SEC v. Jarkesy: A Win for the Separation of Powers and the Right to Civil Jury Trial
The Supreme Court held today that the Seventh Amendment right to a civil jury trial in fraud cases was violated when an administrative law judge of the S.E.C. decided the case.
Chief Justice Robert wrote an excellent, thorough, and overwhelmingly persuasive majority opinion in S.E.C. v. Jarkesy, 603 U.S. __ (2024), holding that the Securities and Exchange Commission could not try civil fraud suits before its own Administrative Law Judges. It must instead try them in federal District Court where the Seventh Amendment right to a civil jury trial must be available in all cases which were “[suits] at common law,” as opposed to suits in equity and in admiralty.
The Supreme Court did today for the Seventh Amendment roughly what it did for the Second Amendment in District of Columbia v. Heller, 554 U.S. 570 (2008). It held, in a narrow opinion, that Congress and the President cannot completely ignore the Seventh Amendment, just as they used to completely ignore the Second Amendment before Heller was decided. This is the case at least in civil fraud cases brought by the S.E.C.
The Chief Justice’s opinion was joined by five other justices: Justices Thomas, Alito, Gorsuch, Kavanaugh, and Barrett. Chief Justice Roberts’ opinion examined originalist, textualist, and doctrinal sources of law. In much of the opinion, Chief Justice Roberts makes an overwhelmingly powerful argument that S.E.C. fraud cases are in the words of the Seventh Amendment “[s]uits at common law” which can only be tried by a jury and not suits in equity or admiralty where the right to jury trial has not historically been available.
The Chief’s opinion is amply supported by prior Supreme Court precedent. The case does not overrule any precedent, although it distinguishes Atlas Roofing, Inc. v. Occupational Safety & Health Review Commission, 430 U.S. 442 (1977), a much critiqued precedent; Atlas Roofing‘s author (Justice White) claimed that it was overruled by a Supreme Court case in the 1980’s, an issue which the Chief Justice’s opinion pointedly did not address.
Justice Gorsuch wrote a very powerful and persuasive concurrence, which was joined by Justice Thomas, and which emphasized that the Jarkesy case implicated Article III’s promise of a life tenured judge to hear suits in common law, as well as implicating the Seventh Amendment. Justice Gorsuch also observed that the Fifth Amendment’s Due Process Clause was implicated as well, because the S.E.C. was arguing that it could violate the separation of powers by combining legislative, executive, and judicial power—all in one administrative agency.
Justice Sotomayor wrote a heated dissent, which was joined by Justices Kagan and Jackson. She complained that precedent was actually on her side, contrary to the Chief Justice’s opinion. She relied very heavily on Atlas Roofing. Justice Sotomayor’s view was that the Jarkesy case “involves the Government acting in its sovereign capacity to enforce a statutory violation. That makes the right at issue a ‘public right’ that Congress can take outside the purview of Article III, even when the new cause of action is analogous to a common-law claim.” She also argued that “There are good reasons for Congress to set up a scheme like the SEC’s. It may yield important benefits over jury trials in federal court, such as greater efficiency and expertise, transparency and reasoned decision-making, as well as uniformity, predictability, and greater political accountability.”
Overall, S.E.C. v. Jarkesy is a correct and persuasive six justice majority opinion, which holds that in civil fraud suits, at least, the S.E.C. must bring its cases before an Article III judge and afford the defendant, who it is prosecuting, the right to a civil jury trial. It cannot prosecute such a suit before one of its own internal administrative law judges. Jarkesy is thus an important victory for both the rule of law and for common sense.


The problem
The word "icon" marks the lines to copy; find all of them in the entries below.

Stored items
-----
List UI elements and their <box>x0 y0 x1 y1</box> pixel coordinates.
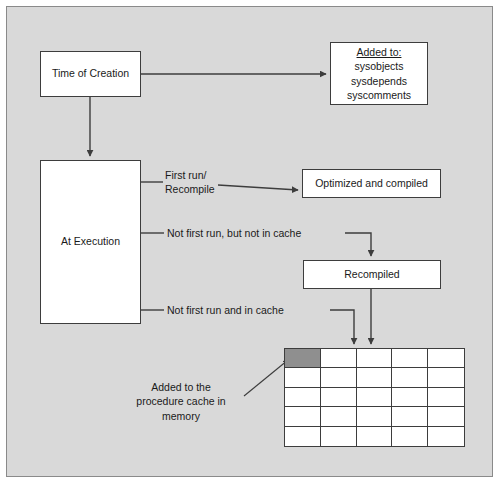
cache-cell-empty[interactable] <box>321 407 357 426</box>
cache-cell-empty[interactable] <box>321 349 357 368</box>
cache-cell-empty[interactable] <box>321 427 357 446</box>
cache-cell-empty[interactable] <box>357 368 393 387</box>
cache-cell-empty[interactable] <box>357 349 393 368</box>
cache-cell-empty[interactable] <box>285 368 321 387</box>
cache-cell-empty[interactable] <box>392 388 428 407</box>
added-to-header: Added to: <box>357 45 402 59</box>
cache-cell-empty[interactable] <box>285 388 321 407</box>
cache-cell-empty[interactable] <box>321 368 357 387</box>
cache-cell-empty[interactable] <box>428 407 464 426</box>
added-to-syscomments: syscomments <box>347 88 411 102</box>
cache-cell-empty[interactable] <box>285 427 321 446</box>
cache-cell-empty[interactable] <box>428 368 464 387</box>
cache-cell-empty[interactable] <box>392 427 428 446</box>
cache-cell-empty[interactable] <box>392 407 428 426</box>
cache-cell-empty[interactable] <box>357 427 393 446</box>
edge-label-not-first-run-not-in-cache: Not first run, but not in cache <box>167 226 357 240</box>
edge-label-first-run: First run/ Recompile <box>165 168 285 196</box>
node-optimized-and-compiled[interactable]: Optimized and compiled <box>302 169 441 198</box>
node-time-of-creation-label: Time of Creation <box>52 67 129 81</box>
edge-label-not-first-run-in-cache: Not first run and in cache <box>167 303 342 317</box>
cache-cell-empty[interactable] <box>428 349 464 368</box>
node-at-execution-label: At Execution <box>61 235 120 249</box>
cache-cell-empty[interactable] <box>321 388 357 407</box>
node-at-execution[interactable]: At Execution <box>40 160 141 324</box>
cache-cell-empty[interactable] <box>357 388 393 407</box>
cache-cell-empty[interactable] <box>357 407 393 426</box>
node-optimized-label: Optimized and compiled <box>315 177 428 191</box>
node-added-to-catalog[interactable]: Added to: sysobjects sysdepends syscomme… <box>330 42 428 105</box>
cache-cell-empty[interactable] <box>428 427 464 446</box>
added-to-sysdepends: sysdepends <box>351 74 407 88</box>
node-recompiled[interactable]: Recompiled <box>303 260 441 289</box>
diagram-canvas: Time of Creation At Execution Added to: … <box>0 0 501 486</box>
cache-cell-empty[interactable] <box>392 349 428 368</box>
cache-cell-occupied[interactable] <box>285 349 321 368</box>
cache-cell-empty[interactable] <box>392 368 428 387</box>
procedure-cache-grid[interactable] <box>284 348 465 447</box>
cache-cell-empty[interactable] <box>428 388 464 407</box>
cache-cell-empty[interactable] <box>285 407 321 426</box>
node-recompiled-label: Recompiled <box>344 268 399 282</box>
edge-label-added-to-procedure-cache: Added to the procedure cache in memory <box>117 380 245 423</box>
added-to-sysobjects: sysobjects <box>354 59 403 73</box>
node-time-of-creation[interactable]: Time of Creation <box>40 51 141 97</box>
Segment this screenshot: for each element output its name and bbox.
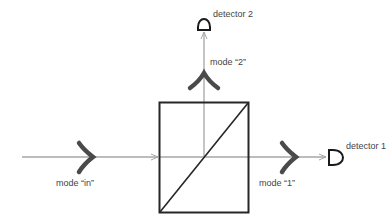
detector-1-label: detector 1 <box>346 141 386 151</box>
mode-1-label: mode “1” <box>259 178 295 188</box>
mode-2-label: mode “2” <box>210 57 246 67</box>
mode-in-label: mode “in” <box>56 178 94 188</box>
beam-splitter-diagram <box>0 0 389 224</box>
detector-1-icon <box>329 150 343 165</box>
detector-2-label: detector 2 <box>213 9 253 19</box>
detector-2-icon <box>198 19 210 30</box>
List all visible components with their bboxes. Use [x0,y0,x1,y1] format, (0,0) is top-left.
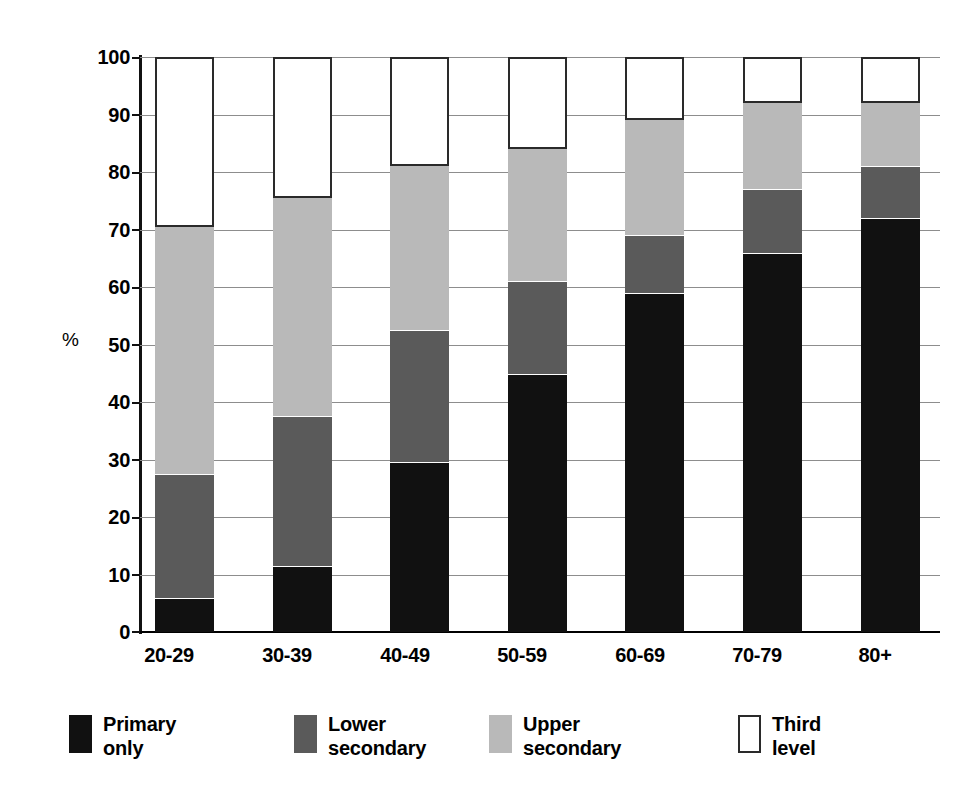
y-axis-unit-label: % [62,330,79,349]
segment-third-level-20-29 [155,57,214,227]
segment-primary-only-60-69 [625,293,684,632]
segment-primary-only-70-79 [743,253,802,633]
x-tick-80plus: 80+ [815,645,935,665]
legend-swatch-primary-only [69,715,92,753]
y-tick-40: 40 [70,392,130,412]
segment-lower-secondary-70-79 [743,189,802,252]
bar-20-29 [155,57,214,632]
stacked-bar-chart: 100 90 80 70 60 50 40 30 20 10 0 % [0,0,964,810]
chart-legend: Primary only Lower secondary Upper secon… [0,712,964,782]
segment-lower-secondary-50-59 [508,281,567,374]
segment-upper-secondary-30-39 [273,198,332,417]
segment-upper-secondary-60-69 [625,120,684,235]
legend-item-primary-only: Primary only [69,712,176,761]
y-tick-0: 0 [70,622,130,642]
legend-label-third-level: Third level [772,712,821,761]
y-tick-80: 80 [70,162,130,182]
segment-third-level-40-49 [390,57,449,166]
segment-lower-secondary-20-29 [155,474,214,598]
bar-70-79 [743,57,802,632]
segment-upper-secondary-40-49 [390,166,449,330]
segment-third-level-70-79 [743,57,802,103]
x-tick-20-29: 20-29 [109,645,229,665]
segment-third-level-60-69 [625,57,684,120]
segment-third-level-80plus [861,57,920,103]
x-tick-50-59: 50-59 [462,645,582,665]
segment-upper-secondary-20-29 [155,227,214,474]
y-axis-tick-labels: 100 90 80 70 60 50 40 30 20 10 0 [62,0,130,810]
plot-area [140,57,940,632]
legend-swatch-third-level [738,715,761,753]
segment-upper-secondary-80plus [861,103,920,166]
segment-lower-secondary-40-49 [390,330,449,462]
segment-upper-secondary-70-79 [743,103,802,189]
segment-primary-only-20-29 [155,598,214,633]
segment-third-level-30-39 [273,57,332,198]
segment-third-level-50-59 [508,57,567,149]
segment-primary-only-50-59 [508,374,567,632]
segment-primary-only-40-49 [390,462,449,632]
y-tick-60: 60 [70,277,130,297]
segment-lower-secondary-30-39 [273,416,332,566]
y-tick-100: 100 [70,47,130,67]
y-tick-20: 20 [70,507,130,527]
legend-item-third-level: Third level [738,712,821,761]
y-tick-50: 50 [70,335,130,355]
legend-label-primary-only: Primary only [103,712,176,761]
segment-primary-only-80plus [861,218,920,632]
x-tick-70-79: 70-79 [697,645,817,665]
y-tick-10: 10 [70,565,130,585]
legend-item-lower-secondary: Lower secondary [294,712,426,761]
segment-upper-secondary-50-59 [508,149,567,281]
bar-40-49 [390,57,449,632]
legend-item-upper-secondary: Upper secondary [489,712,621,761]
x-tick-40-49: 40-49 [345,645,465,665]
segment-lower-secondary-80plus [861,166,920,218]
legend-swatch-upper-secondary [489,715,512,753]
x-tick-30-39: 30-39 [227,645,347,665]
y-tick-90: 90 [70,105,130,125]
legend-label-lower-secondary: Lower secondary [328,712,426,761]
y-tick-30: 30 [70,450,130,470]
bar-60-69 [625,57,684,632]
segment-lower-secondary-60-69 [625,235,684,293]
y-tick-70: 70 [70,220,130,240]
segment-primary-only-30-39 [273,566,332,632]
bar-80plus [861,57,920,632]
bar-30-39 [273,57,332,632]
legend-swatch-lower-secondary [294,715,317,753]
bar-50-59 [508,57,567,632]
x-tick-60-69: 60-69 [580,645,700,665]
legend-label-upper-secondary: Upper secondary [523,712,621,761]
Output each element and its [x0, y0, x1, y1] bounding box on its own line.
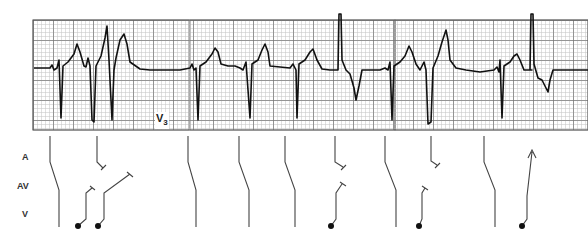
ladder-conducted-beat: [285, 136, 295, 227]
ladder-ventricular-echo: [98, 172, 133, 226]
ladder-ventricular-echo: [78, 186, 95, 226]
ladder-conducted-beat: [50, 136, 59, 227]
ladder-conducted-beat: [385, 136, 396, 227]
ladder-atrial-blocked: [97, 136, 106, 170]
ladder-conducted-beat: [188, 136, 196, 227]
ladder-diagram: [50, 136, 536, 229]
ladder-atrial-blocked: [335, 136, 346, 170]
ladder-conducted-beat: [239, 136, 249, 227]
ladder-row-label-v: V: [22, 209, 28, 219]
ladder-ventricular-echo: [419, 186, 428, 226]
ventricular-origin-dot: [95, 223, 101, 229]
ventricular-origin-dot: [519, 223, 525, 229]
ventricular-origin-dot: [328, 223, 334, 229]
ecg-grid-full: [33, 20, 588, 130]
lead-label: V3: [155, 112, 169, 129]
ladder-retrograde-arrow: [522, 150, 536, 226]
ladder-row-label-av: AV: [17, 181, 29, 191]
ventricular-origin-dot: [75, 223, 81, 229]
ladder-conducted-beat: [484, 136, 495, 227]
ladder-atrial-blocked: [431, 136, 440, 168]
ecg-strip: [33, 14, 588, 130]
ladder-row-label-a: A: [22, 152, 29, 162]
ecg-diagram: [0, 0, 588, 236]
ladder-ventricular-echo: [331, 182, 346, 226]
ventricular-origin-dot: [416, 223, 422, 229]
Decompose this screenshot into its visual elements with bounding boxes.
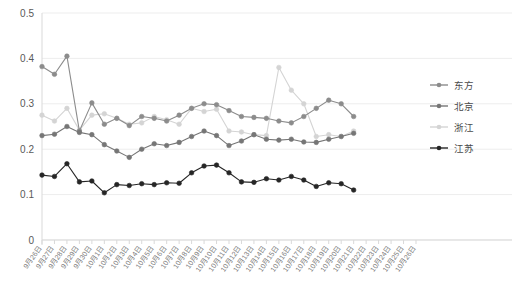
series-line: [42, 67, 354, 136]
data-point: [302, 102, 307, 107]
y-axis-tick-label: 0.4: [20, 53, 34, 64]
data-point: [302, 140, 307, 145]
data-point: [289, 137, 294, 142]
data-point: [102, 142, 107, 147]
data-point: [127, 183, 132, 188]
data-point: [177, 140, 182, 145]
data-point: [65, 106, 70, 111]
data-point: [90, 113, 95, 118]
data-point: [351, 114, 356, 119]
data-point: [189, 106, 194, 111]
data-point: [65, 161, 70, 166]
data-point: [202, 109, 207, 114]
data-point: [314, 184, 319, 189]
data-point: [277, 138, 282, 143]
series-line: [42, 56, 354, 131]
data-point: [164, 181, 169, 186]
data-point: [264, 116, 269, 121]
legend[interactable]: 东方北京浙江江苏: [430, 80, 474, 154]
data-point: [40, 64, 45, 69]
legend-label: 江苏: [454, 143, 474, 154]
series-江苏: [40, 161, 356, 195]
line-chart: 00.10.20.30.40.5 9月26日9月27日9月28日9月29日9月3…: [0, 0, 512, 281]
data-point: [326, 132, 331, 137]
data-point: [264, 137, 269, 142]
legend-item-东方[interactable]: 东方: [430, 80, 474, 91]
data-point: [90, 101, 95, 106]
data-point: [252, 132, 257, 137]
legend-label: 东方: [454, 80, 474, 91]
legend-swatch-marker: [437, 146, 442, 151]
data-point: [314, 140, 319, 145]
data-point: [289, 88, 294, 93]
data-point: [115, 116, 120, 121]
data-point: [189, 171, 194, 176]
data-point: [52, 174, 57, 179]
data-point: [252, 180, 257, 185]
data-point: [52, 72, 57, 77]
data-point: [277, 65, 282, 70]
axes: [42, 13, 512, 245]
data-point: [227, 108, 232, 113]
data-point: [139, 114, 144, 119]
data-point: [214, 102, 219, 107]
series-北京: [40, 124, 356, 159]
data-point: [239, 139, 244, 144]
y-axis-tick-label: 0.2: [20, 144, 34, 155]
data-point: [127, 155, 132, 160]
data-point: [351, 188, 356, 193]
legend-label: 北京: [454, 101, 474, 112]
data-point: [252, 115, 257, 120]
data-point: [302, 178, 307, 183]
chart-canvas: 00.10.20.30.40.5 9月26日9月27日9月28日9月29日9月3…: [0, 0, 512, 281]
data-point: [40, 113, 45, 118]
data-point: [351, 131, 356, 136]
y-axis-tick-label: 0.1: [20, 189, 34, 200]
data-point: [326, 98, 331, 103]
data-point: [214, 133, 219, 138]
data-point: [339, 134, 344, 139]
data-point: [90, 179, 95, 184]
data-point: [102, 122, 107, 127]
data-point: [189, 134, 194, 139]
data-point: [40, 173, 45, 178]
data-point: [277, 178, 282, 183]
data-point: [177, 113, 182, 118]
data-point: [152, 141, 157, 146]
data-point: [326, 137, 331, 142]
legend-swatch-marker: [437, 104, 442, 109]
data-point: [65, 124, 70, 129]
data-point: [164, 143, 169, 148]
data-point: [164, 119, 169, 124]
y-axis-tick-label: 0.5: [20, 8, 34, 19]
data-point: [139, 121, 144, 126]
data-point: [177, 122, 182, 127]
x-axis-tick-labels: 9月26日9月27日9月28日9月29日9月30日10月1日10月2日10月3日…: [21, 244, 417, 274]
series-line: [42, 127, 354, 158]
data-point: [127, 123, 132, 128]
data-point: [214, 107, 219, 112]
data-point: [239, 130, 244, 135]
data-point: [65, 54, 70, 59]
data-point: [90, 132, 95, 137]
legend-item-北京[interactable]: 北京: [430, 101, 474, 112]
data-point: [202, 164, 207, 169]
data-point: [227, 171, 232, 176]
data-point: [339, 102, 344, 107]
data-point: [77, 180, 82, 185]
data-point: [115, 149, 120, 154]
data-point: [115, 182, 120, 187]
data-point: [227, 143, 232, 148]
data-point: [239, 180, 244, 185]
data-point: [326, 181, 331, 186]
y-axis-tick-label: 0: [28, 235, 34, 246]
data-point: [52, 132, 57, 137]
legend-item-浙江[interactable]: 浙江: [430, 122, 474, 133]
y-axis-tick-labels: 00.10.20.30.40.5: [20, 8, 34, 246]
legend-item-江苏[interactable]: 江苏: [430, 143, 474, 154]
data-point: [77, 130, 82, 135]
data-point: [202, 102, 207, 107]
data-point: [314, 134, 319, 139]
data-point: [239, 114, 244, 119]
data-point: [227, 129, 232, 134]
-----
Written reply
detector-1-icon <box>329 150 343 165</box>
detector-2-icon <box>198 19 210 30</box>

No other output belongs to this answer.